Restorative justice is an alternative we should also consider
Ashley Judd, one of Harvey Weinstein’s accusers and a key figure in the #MeToo movement, reacted to the Hollywood producer’s conviction with satisfaction. But she would have preferred a “restorative justice process in which he could emotionally come to terms with his wrongs.” The criminal justice system, she said, was less satisfying than this “more humane” alternative.
For decades, victims’ rights advocates, including many feminists, have stood behind the promise prosecutors routinely make to victims: We will absolve your pain by prosecuting your offender to the maximum possible extent. But for many, it is an empty promise. A vast majority of sexual assault cases never see the inside of a courtroom. Some victims, like Ms. Judd, seek restorative justice, a remedy intended to heal victims and prevent reoffending through accountability and restoration — not incarceration.
Criminal prosecutions expose victims to a toxic level of stress, if not trauma. The benefit is a potential pound of the offender’s flesh. But even in rare cases where perpetrators are convicted and punished severely, many victims report that their experience was retraumatizing and disempowering: Their story was confined to the rigid strictures of a prosecutor’s narrative and raked over on cross-examination. Of course, advocates argue that the process should be reformed so that victims do not face such scrutiny. But sex offenses carry some of the highest penalties under the law; rape trials will never simply be rubber stamps for the prosecution. Any fair criminal process will subject the victim to unavoidable scrutiny — the kind of invasive cross-examination experienced by Mr. Weinstein’s accusers.
A pilot program called Restore, which operated in Pima County, Ariz., from 2004 to 2007, worked with local prosecutors to offer victims of felony and misdemeanor sexual assaults a restorative justice alternative. A majority who were offered the opportunity to participate accepted. A peer-reviewed study of this program showed that of the 22 cases where restorative justice was pursued over three years, 66 percent of felony offenders and more than 90 percent of misdemeanor offenders successfully completed the program. The percentage of victims suffering from post-traumatic stress disorder dropped, and nearly all participants “felt safe, listened to, supported, treated fairly, treated with respect.” The Restore program ended when the federal grant supporting it dried up.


### Task requirements
Find how many lines of the records below contain the word "octagon" and write that number by itself.

### Excerpted data
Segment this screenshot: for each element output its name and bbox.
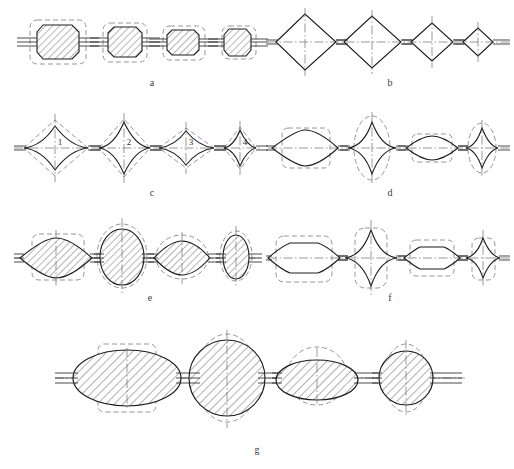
row-label-b: b [388,77,393,88]
row-label-a: a [150,77,155,88]
section-number-4: 4 [243,137,248,147]
row-label-c: c [150,187,155,198]
octagon-section [224,29,251,56]
row-label-d: d [388,187,393,198]
row-label-e: e [148,292,153,303]
section-number-2: 2 [127,137,132,147]
figure-container: a b [0,0,514,469]
section-number-1: 1 [58,137,63,147]
octagon-section [167,30,199,55]
section-number-3: 3 [189,137,194,147]
octagon-section [108,27,142,57]
technical-figure-svg: a b [0,0,514,469]
row-label-g: g [255,444,260,455]
octagon-section [37,25,79,59]
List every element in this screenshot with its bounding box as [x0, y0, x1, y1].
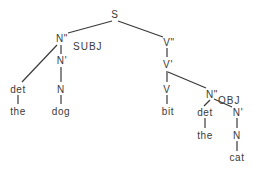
edge-n2-det-subj [22, 45, 57, 82]
node-n-double-bar-subj: N" [56, 33, 68, 44]
word-the-subj: the [10, 106, 26, 117]
subj-function-tag: SUBJ [73, 41, 103, 52]
node-v-double-bar: V" [163, 37, 174, 48]
word-bit: bit [162, 106, 174, 117]
edge-s-subj [68, 21, 112, 33]
node-s: S [111, 9, 118, 20]
node-n-subj: N [57, 84, 65, 95]
edge-obj-det [204, 100, 210, 106]
node-det-subj: det [10, 84, 26, 95]
node-n-bar-subj: N' [57, 55, 67, 66]
node-v: V [163, 84, 170, 95]
node-n-bar-obj: N' [233, 107, 243, 118]
node-det-obj: det [197, 107, 213, 118]
edge-v1-obj [168, 72, 206, 88]
word-cat: cat [229, 152, 244, 163]
tree-nodes: S N" SUBJ N' det N the dog V" V' V bit N… [10, 9, 244, 163]
word-the-obj: the [197, 130, 213, 141]
edge-s-v2 [118, 21, 163, 37]
syntax-tree-diagram: S N" SUBJ N' det N the dog V" V' V bit N… [0, 0, 255, 172]
node-v-bar: V' [163, 59, 173, 70]
word-dog: dog [52, 106, 71, 117]
obj-function-tag: OBJ [218, 95, 240, 106]
node-n-double-bar-obj: N" [206, 89, 218, 100]
node-n-obj: N [233, 130, 241, 141]
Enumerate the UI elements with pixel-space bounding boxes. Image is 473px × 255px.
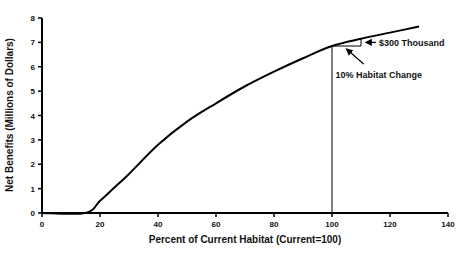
habitat-arrow bbox=[347, 49, 364, 64]
x-tick-label: 60 bbox=[212, 220, 221, 229]
x-axis-label: Percent of Current Habitat (Current=100) bbox=[149, 234, 342, 245]
y-tick-label: 1 bbox=[31, 185, 36, 194]
x-tick-label: 100 bbox=[325, 220, 339, 229]
reference-lines bbox=[332, 39, 361, 213]
y-tick-label: 4 bbox=[31, 112, 36, 121]
y-tick-label: 7 bbox=[31, 38, 36, 47]
x-tick-label: 20 bbox=[96, 220, 105, 229]
annotations: $300 Thousand10% Habitat Change bbox=[336, 38, 445, 80]
annotation-habitat: 10% Habitat Change bbox=[336, 70, 423, 80]
x-tick-label: 120 bbox=[383, 220, 397, 229]
y-tick-label: 2 bbox=[31, 160, 36, 169]
y-axis-label: Net Benefits (Millions of Dollars) bbox=[4, 38, 15, 192]
y-tick-label: 5 bbox=[31, 87, 36, 96]
annotation-dollars: $300 Thousand bbox=[379, 38, 445, 48]
y-tick-label: 8 bbox=[31, 14, 36, 23]
x-tick-label: 140 bbox=[441, 220, 455, 229]
chart: 012345678020406080100120140 $300 Thousan… bbox=[0, 0, 473, 255]
data-series bbox=[42, 27, 419, 214]
net-benefits-line bbox=[42, 27, 419, 214]
y-tick-label: 0 bbox=[31, 209, 36, 218]
x-tick-label: 80 bbox=[270, 220, 279, 229]
y-tick-label: 3 bbox=[31, 136, 36, 145]
x-tick-label: 40 bbox=[154, 220, 163, 229]
x-tick-label: 0 bbox=[40, 220, 45, 229]
y-tick-label: 6 bbox=[31, 63, 36, 72]
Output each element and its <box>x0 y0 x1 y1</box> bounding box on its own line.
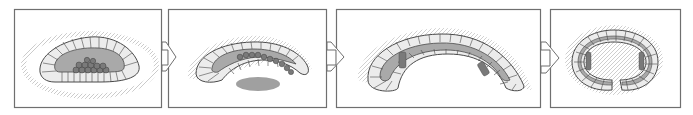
embryo-development-diagram <box>0 0 693 115</box>
arrow-right-icon <box>327 42 344 71</box>
embryo-stage-3 <box>358 28 532 91</box>
embryo-stage-2 <box>188 36 312 91</box>
arrow-right-icon <box>162 42 176 71</box>
yolk-mass <box>236 77 280 91</box>
embryo-stage-4 <box>565 25 663 95</box>
embryo-stage-1 <box>21 31 159 99</box>
arrow-right-icon <box>541 42 559 73</box>
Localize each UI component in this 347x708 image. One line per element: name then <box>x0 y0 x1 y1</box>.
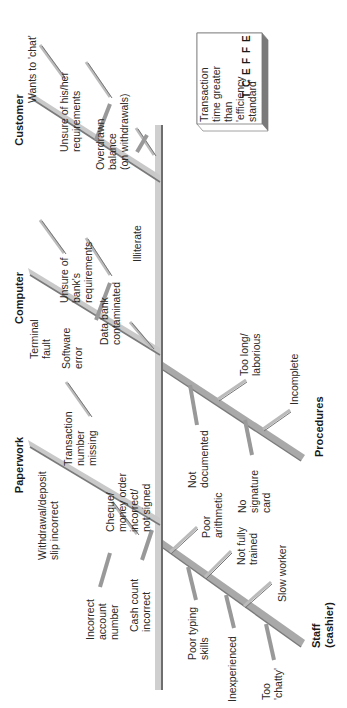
bone-procedures <box>163 362 305 461</box>
cause-software-error-2: error <box>72 346 84 369</box>
cause-cheque-4: not signed <box>140 483 152 532</box>
fishbone-diagram: Transaction time greater than 'efficienc… <box>0 0 347 708</box>
cause-data-bank-2: contaminated <box>110 282 122 345</box>
cause-inexperienced: Inexperienced <box>226 636 238 702</box>
category-staff-sub: (cashier) <box>323 602 335 648</box>
effect-line-1: Transaction <box>198 67 210 122</box>
effect-letter: E <box>241 68 252 75</box>
cause-unsure-his-her-2: requirements <box>70 91 82 152</box>
cause-cash-count-2: incorrect <box>140 592 152 632</box>
cause-terminal-fault-1: Terminal <box>28 319 40 359</box>
cause-too-long-1: Too long/ <box>238 333 250 376</box>
cause-not-documented-1: Not <box>186 472 198 488</box>
cause-overdrawn-2: balance <box>106 133 118 170</box>
cause-cash-count-1: Cash count <box>128 579 140 632</box>
cause-too-chatty-2: 'chatty' <box>272 668 284 700</box>
cause-txn-missing-3: missing <box>86 430 98 466</box>
cause-terminal-fault-2: fault <box>40 339 52 359</box>
cause-slip-incorrect-2: slip incorrect <box>48 501 60 560</box>
cause-unsure-bank-3: requirements <box>82 242 94 303</box>
cause-overdrawn-3: (on withdrawals) <box>118 94 130 170</box>
cause-too-long-2: laborious <box>250 333 262 376</box>
cause-txn-missing-1: Transaction <box>62 411 74 466</box>
category-staff: Staff <box>310 623 322 648</box>
cause-slow-worker: Slow worker <box>276 544 288 602</box>
cause-data-bank-1: Data bank <box>98 296 110 345</box>
cause-account-number-1: Incorrect <box>84 599 96 640</box>
effect-letter: C <box>241 79 252 87</box>
cause-too-chatty-1: Too <box>260 683 272 700</box>
cause-not-documented-2: documented <box>198 430 210 488</box>
cause-unsure-his-her-1: Unsure of his/her <box>58 72 70 152</box>
effect-letter: F <box>241 57 252 64</box>
spine <box>155 125 163 690</box>
cause-software-error-1: Software <box>60 327 72 369</box>
cause-unsure-bank-2: bank's <box>70 273 82 303</box>
cause-cheque-2: money order <box>116 473 128 532</box>
cause-cheque-3: incorrect/ <box>128 489 140 532</box>
labels: Customer Computer Paperwork Procedures S… <box>13 35 335 702</box>
category-paperwork: Paperwork <box>13 436 25 493</box>
effect-line-3: than <box>222 101 234 122</box>
effect-line-2: time greater <box>210 65 222 122</box>
cause-signature-card-1: No <box>236 499 248 513</box>
category-procedures: Procedures <box>313 396 325 457</box>
cause-txn-missing-2: number <box>74 430 86 466</box>
effect-letter: F <box>241 46 252 53</box>
cause-signature-card-2: signature <box>248 470 260 513</box>
cause-poor-typing-2: skills <box>198 637 210 660</box>
cause-cheque-1: Cheque/ <box>104 492 116 532</box>
cause-illiterate: Illiterate <box>131 225 143 262</box>
cause-signature-card-3: card <box>260 492 272 513</box>
cause-account-number-3: number <box>108 604 120 640</box>
cause-overdrawn-1: Overdrawn <box>94 118 106 170</box>
effect-letter: E <box>241 35 252 42</box>
cause-incomplete: Incomplete <box>288 353 300 405</box>
effect-letter: T <box>241 91 252 98</box>
cause-poor-arithmetic-1: Poor <box>200 515 212 538</box>
cause-unsure-bank-1: Unsure of <box>58 257 70 303</box>
category-customer: Customer <box>13 94 25 146</box>
cause-poor-arithmetic-2: arithmetic <box>212 492 224 538</box>
cause-not-fully-trained-1: Not fully <box>235 526 247 565</box>
category-computer: Computer <box>13 271 25 324</box>
cause-wants-to-chat: Wants to 'chat' <box>26 35 38 103</box>
cause-slip-incorrect-1: Withdrawal/deposit <box>36 471 48 560</box>
cause-not-fully-trained-2: trained <box>247 533 259 565</box>
cause-poor-typing-1: Poor typing <box>186 607 198 660</box>
cause-account-number-2: account <box>96 603 108 640</box>
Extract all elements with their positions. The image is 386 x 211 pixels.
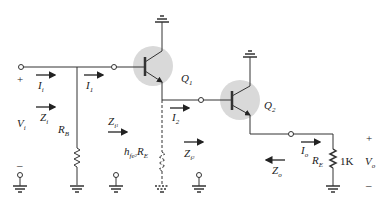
re-value-label: 1K xyxy=(340,156,353,167)
vo-label: Vo xyxy=(365,156,375,170)
rb-label: RB xyxy=(58,124,69,138)
zo-label: Zo xyxy=(272,165,282,179)
output-terminal xyxy=(289,132,294,137)
zi1-label: Zi1 xyxy=(108,116,119,130)
i2-label: I2 xyxy=(172,112,179,126)
input-plus-label: + xyxy=(17,74,23,85)
circuit-diagram: + – Vi Ii Zi I1 RB Q1 Zi1 hfe2RE I2 Zi2 … xyxy=(0,0,386,211)
q1-label: Q1 xyxy=(181,73,192,87)
ground-symbols xyxy=(13,173,340,193)
rb-resistor xyxy=(74,148,80,167)
i1-label: I1 xyxy=(86,80,93,94)
vi-label: Vi xyxy=(17,118,26,132)
hfe2re-label: hfe2RE xyxy=(124,146,148,160)
q1-base-terminal xyxy=(112,65,117,70)
q1-highlight xyxy=(133,46,173,86)
hfe2re-resistor xyxy=(159,152,165,171)
input-terminal xyxy=(19,65,24,70)
zi-label: Zi xyxy=(40,112,48,126)
re-label: RE xyxy=(312,155,323,169)
input-minus-label: – xyxy=(17,160,23,171)
output-minus-label: – xyxy=(366,180,372,191)
re-resistor xyxy=(330,149,336,168)
output-plus-label: + xyxy=(366,133,372,144)
ii-label: Ii xyxy=(38,80,44,94)
q2-label: Q2 xyxy=(264,100,275,114)
io-label: Io xyxy=(301,145,308,159)
q2-base-terminal xyxy=(199,98,204,103)
circuit-schematic xyxy=(0,0,386,211)
zi2-label: Zi2 xyxy=(184,148,195,162)
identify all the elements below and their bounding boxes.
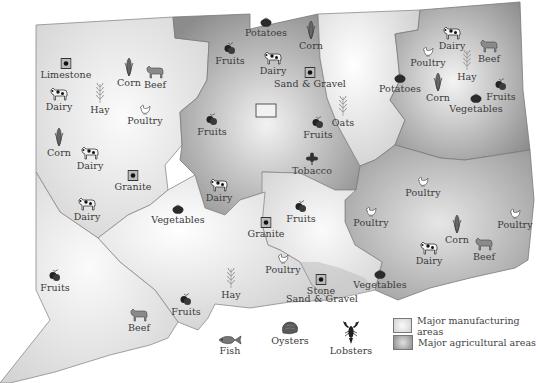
fruits-icon <box>179 292 193 306</box>
resources-label: Granite <box>247 229 284 239</box>
tobacco-leaf-icon <box>306 152 318 165</box>
tomato-icon <box>172 204 184 214</box>
resources-label: Fruits <box>171 307 201 317</box>
agricultural-swatch-icon <box>393 335 413 350</box>
resources-label: Beef <box>473 252 495 262</box>
resources-label: Fruits <box>40 283 70 293</box>
resources-label: Fruits <box>486 92 516 102</box>
tomato-icon <box>394 73 406 83</box>
resources-label: Corn <box>299 41 323 51</box>
resources-label: Sand & Gravel <box>286 294 358 304</box>
resources-label: Oats <box>332 118 355 128</box>
corn-icon <box>452 214 462 234</box>
legend-label: Major agricultural areas <box>418 337 536 348</box>
tomato-icon <box>260 17 272 27</box>
resources-label: Fruits <box>215 56 245 66</box>
resources-label: Dairy <box>206 193 233 203</box>
cow-dairy-icon <box>442 26 462 40</box>
resources-label: Tobacco <box>292 166 332 176</box>
corn-icon <box>433 72 443 92</box>
marine-label: Fish <box>219 346 240 356</box>
cow-beef-icon <box>479 39 499 53</box>
resources-label: Hay <box>90 105 110 115</box>
resources-label: Poultry <box>265 265 300 275</box>
wheat-icon <box>462 49 472 71</box>
chicken-icon <box>417 176 429 187</box>
mine-square-icon <box>305 67 316 78</box>
corn-icon <box>124 57 134 77</box>
resources-label: Fruits <box>286 214 316 224</box>
lobster-icon <box>342 319 360 345</box>
resources-label: Beef <box>478 54 500 64</box>
fruits-icon <box>205 112 219 126</box>
resources-label: Poultry <box>353 218 388 228</box>
cow-dairy-icon <box>49 87 69 101</box>
resources-label: Beef <box>144 80 166 90</box>
mine-square-icon <box>128 170 139 181</box>
resources-label: Hay <box>457 72 477 82</box>
cow-beef-icon <box>145 65 165 79</box>
resources-label: Potatoes <box>379 84 421 94</box>
mine-square-icon <box>316 274 327 285</box>
wheat-icon <box>338 95 348 117</box>
legend: Major manufacturing areas Major agricult… <box>393 317 541 351</box>
corn-icon <box>306 20 316 40</box>
cow-beef-icon <box>474 237 494 251</box>
fruits-icon <box>294 199 308 213</box>
chicken-icon <box>509 208 521 219</box>
manufacturing-swatch-icon <box>393 318 412 333</box>
legend-item-manufacturing: Major manufacturing areas <box>393 317 541 334</box>
resources-label: Limestone <box>40 70 91 80</box>
fruits-icon <box>311 115 325 129</box>
legend-item-agricultural: Major agricultural areas <box>393 334 541 351</box>
mine-square-icon <box>61 58 72 69</box>
resources-label: Poultry <box>127 116 162 126</box>
chicken-icon <box>365 206 377 217</box>
resources-label: Corn <box>47 148 71 158</box>
cow-dairy-icon <box>80 146 100 160</box>
chicken-icon <box>139 104 151 115</box>
chicken-icon <box>422 46 434 57</box>
marine-label: Lobsters <box>330 346 373 356</box>
mine-square-icon <box>261 217 272 228</box>
resources-label: Corn <box>426 93 450 103</box>
resources-label: Dairy <box>77 161 104 171</box>
resources-label: Dairy <box>46 102 73 112</box>
legend-label: Major manufacturing areas <box>417 315 541 337</box>
resources-label: Poultry <box>410 58 445 68</box>
chicken-icon <box>277 253 289 264</box>
cow-dairy-icon <box>263 51 283 65</box>
fruits-icon <box>48 268 62 282</box>
resources-label: Beef <box>128 323 150 333</box>
fruits-icon <box>494 77 508 91</box>
tomato-icon <box>470 93 482 103</box>
resources-label: Poultry <box>497 220 532 230</box>
resources-label: Vegetables <box>449 104 502 114</box>
oyster-icon <box>281 321 299 335</box>
tomato-icon <box>374 269 386 279</box>
resources-label: Dairy <box>74 212 101 222</box>
resources-label: Dairy <box>416 256 443 266</box>
marine-label: Oysters <box>271 336 309 346</box>
resources-label: Fruits <box>197 127 227 137</box>
resources-label: Dairy <box>260 66 287 76</box>
resources-label: Corn <box>445 235 469 245</box>
resources-label: Fruits <box>303 130 333 140</box>
resources-label: Sand & Gravel <box>274 79 346 89</box>
resources-label: Vegetables <box>353 280 406 290</box>
resources-label: Corn <box>117 78 141 88</box>
fruits-icon <box>223 41 237 55</box>
resources-label: Granite <box>114 182 151 192</box>
cow-dairy-icon <box>77 197 97 211</box>
corn-icon <box>54 127 64 147</box>
cow-dairy-icon <box>209 178 229 192</box>
fish-icon <box>218 335 242 345</box>
cow-beef-icon <box>129 308 149 322</box>
resources-label: Hay <box>221 290 241 300</box>
resources-label: Poultry <box>405 188 440 198</box>
wheat-icon <box>95 82 105 104</box>
wheat-icon <box>226 267 236 289</box>
city-rectangle-icon <box>256 104 276 117</box>
resources-label: Vegetables <box>151 215 204 225</box>
cow-dairy-icon <box>419 241 439 255</box>
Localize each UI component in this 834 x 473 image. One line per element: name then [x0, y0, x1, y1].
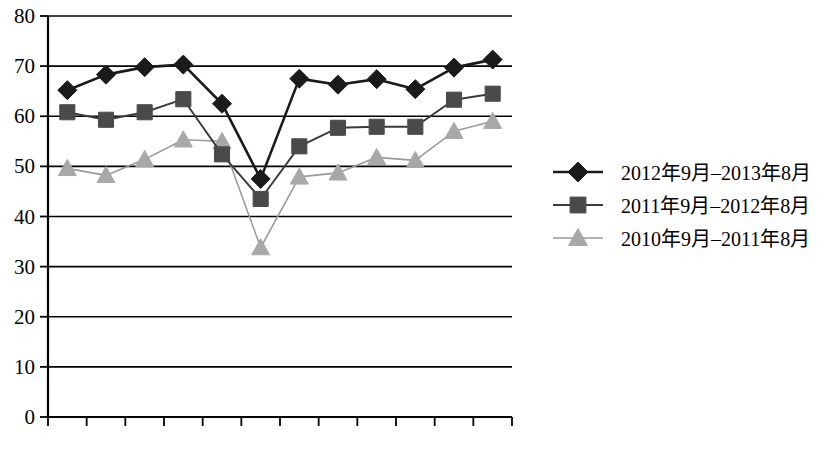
data-point-marker: [58, 81, 77, 100]
data-point-marker: [290, 69, 309, 88]
data-point-marker: [369, 119, 384, 134]
square-marker: [570, 197, 586, 213]
chart-canvas: 01020304050607080 9月10月11月12月1月2月3月4月5月6…: [0, 0, 834, 473]
data-point-marker: [367, 70, 386, 89]
y-tick-label: 30: [14, 255, 35, 279]
data-point-marker: [135, 58, 154, 77]
y-axis-tickmarks: [40, 16, 48, 417]
y-axis-labels: 01020304050607080: [14, 4, 35, 429]
data-point-marker: [329, 75, 348, 94]
data-point-marker: [330, 120, 345, 135]
y-tick-label: 60: [14, 104, 35, 128]
series-3: [58, 112, 501, 254]
y-tick-label: 20: [14, 305, 35, 329]
data-point-marker: [252, 239, 270, 255]
legend-label: 2011年9月–2012年8月: [621, 195, 810, 217]
x-axis-tickmarks: [48, 417, 512, 426]
y-tick-label: 70: [14, 54, 35, 78]
data-point-marker: [58, 159, 76, 175]
data-point-marker: [176, 92, 191, 107]
gridlines: [48, 16, 512, 367]
data-point-marker: [98, 112, 113, 127]
data-point-marker: [60, 105, 75, 120]
data-point-marker: [485, 86, 500, 101]
legend-label: 2010年9月–2011年8月: [621, 228, 810, 250]
data-point-marker: [97, 65, 116, 84]
legend-entry-2[interactable]: 2011年9月–2012年8月: [553, 195, 810, 217]
data-point-marker: [368, 148, 386, 164]
data-point-marker: [137, 105, 152, 120]
legend-label: 2012年9月–2013年8月: [621, 162, 811, 184]
series-line: [67, 121, 492, 247]
series-line: [67, 94, 492, 199]
line-chart: 01020304050607080 9月10月11月12月1月2月3月4月5月6…: [0, 0, 834, 473]
data-point-marker: [292, 139, 307, 154]
y-tick-label: 50: [14, 154, 35, 178]
data-point-marker: [174, 131, 192, 147]
data-point-marker: [406, 80, 425, 99]
data-point-marker: [253, 191, 268, 206]
triangle-marker: [569, 229, 588, 246]
data-series: [58, 50, 502, 255]
y-tick-label: 10: [14, 355, 35, 379]
data-point-marker: [446, 92, 461, 107]
legend-entry-3[interactable]: 2010年9月–2011年8月: [553, 228, 810, 250]
y-tick-label: 80: [14, 4, 35, 28]
y-tick-label: 0: [25, 405, 36, 429]
data-point-marker: [214, 147, 229, 162]
chart-legend: 2012年9月–2013年8月2011年9月–2012年8月2010年9月–20…: [553, 162, 811, 250]
data-point-marker: [484, 112, 502, 128]
data-point-marker: [408, 119, 423, 134]
data-point-marker: [445, 58, 464, 77]
y-tick-label: 40: [14, 205, 35, 229]
series-line: [67, 60, 492, 179]
legend-entry-1[interactable]: 2012年9月–2013年8月: [553, 162, 811, 184]
diamond-marker: [568, 162, 588, 182]
data-point-marker: [251, 169, 270, 188]
data-point-marker: [136, 150, 154, 166]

### Reply
4